A sobering psalm.  Moses sees himself—indeed all humans—in contrast to God.  This “from everlasting to everlasting” (a far more fascinating phrase than the word “eternal”!) God “return[s us] to dust”.  New Year’s Eve reminds us our bodies are a year nearer to “dust.”

It also reminds us we “are like a dream, like grass that is renewed in the morning:  in the morning it flourishes and is renewed; in the evening it fades and withers.”  How can I be 73 when just last year I was dating my sweet-16 Lois?  The years of our life are “soon gone”.

Further, it reminds us of trouble.  We wish for the new year to be “better” than the old.  And it may well be.  But it won’t be trouble-free, not in this fallen world.

It’s also a staggering psalm.  Look what Moses writes about God contrasted with our frailty and transience.

God has been God since before creation and will be forever.  In other words, when man “showed up”, God already was.  And when we’re gone, God will still be. 

And he holds my life—and yours—in his hands.  He may choose to cut my life short (he hasn’t).  He sees my secret sins and could justly destroy me (instead he has mercifully saved me through his Son).  Happiness depends on him, though he sends misery too.  The new year will bring what the Sovereign Lord wants.

Instead of making resolutions (or at least in addition to), we’d be wise to pray this psalm.

Lord, you have been our dwelling place in all generations.  Before the mountains were brought forth, or ever you had formed the earth and the world, from everlasting to everlasting you are God. You return man to dust and say, “Return, O children of man!” For a thousand years in your sight are but as yesterday when it is past, or as a watch in the night.  You sweep them away as with a flood; they are like a dream, like grass that is renewed in the morning:  in the morning it flourishes and is renewed; in the evening it fades and withers.  For we are brought to an end by your anger; by your wrath we are dismayed. You have set our iniquities before you, our secret sins in the light of your presence. For all our days pass away under your wrath; we bring our years to an end like a sigh.
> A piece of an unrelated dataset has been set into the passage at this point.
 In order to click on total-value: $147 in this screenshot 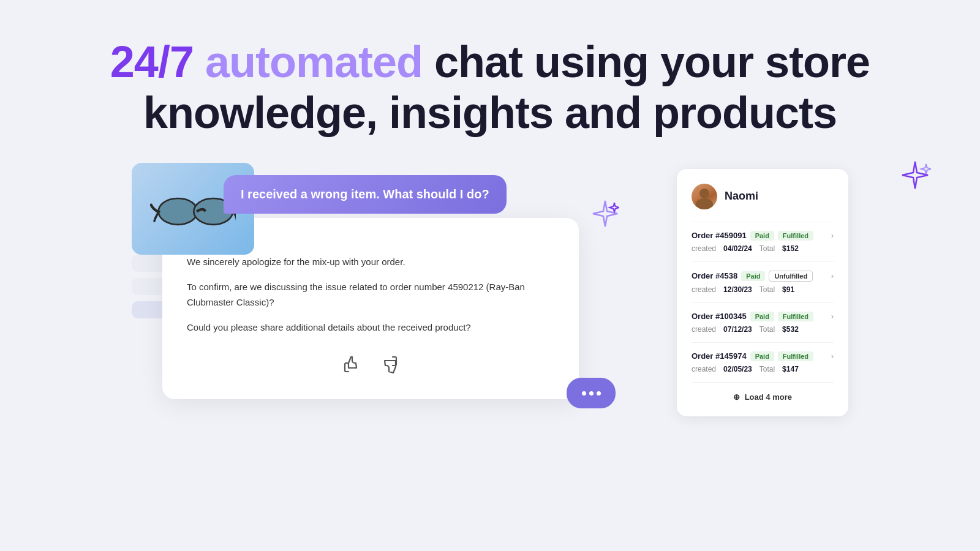, I will do `click(790, 369)`.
The years of our life are seventy, or even by reason of strength eighty; yet their span is but toil and trouble; they are soon gone, and we fly away.  Who considers the power of your anger, and your wrath according to the fear of you? So teach us to number our days that we may get a heart of wisdom.

Pray that and we’ll bow humbly before our “from everlasting to everlasting” God who holds our life in his hands.  Further, we’ll remember our transience and his mercy to us in Christ that turns his anger from us.

Return, O LORD! How long? Have pity on your servants! Satisfy us in the morning with your steadfast love, that we may rejoice and be glad all our days. Make us glad for as many days as you have afflicted us, and for as many years as we have seen evil. Let your work be shown to your servants, and your glorious power to their children.

Pray that, and we’ll remember Jesus is coming again—maybe this new year.  Instead of languishing in the mire of our problems or seeking satisfaction in things that can never satisfy, we’ll be seeking his steadfast love to fill our soul, so we can rejoice and be glad in him.  And, asking for his powerful work, we’ll be reminded of Christ’s resurrection and the gift and gifts of the Spirit.  And we may see him finally answer a long-asked “impossible” prayer, especially for our children.

Let the favor of the Lord our God be upon us, and establish the work of our hands upon us; yes, establish the work of our hands!

We’ll work in the new year.  And while most of it will be important, it will also be passing.  Praying this prayer will call us to work that will be establishing, lasting, even eternal.  It will call us to speak and behave in ways that reveal and honor our Lord.  It will call us to lead our children to faith and disciple them in following Jesus.  It will call us to serve in our church and bear witness to our neighbors.

No, we really can’t know what the new year means to our “from everlasting to everlasting” Lord.  But we can begin 2017 with what we do know—that by going to him in prayer in the name of our Lord Jesus Christ, we can “taste” his eternal life that will one day be fully ours.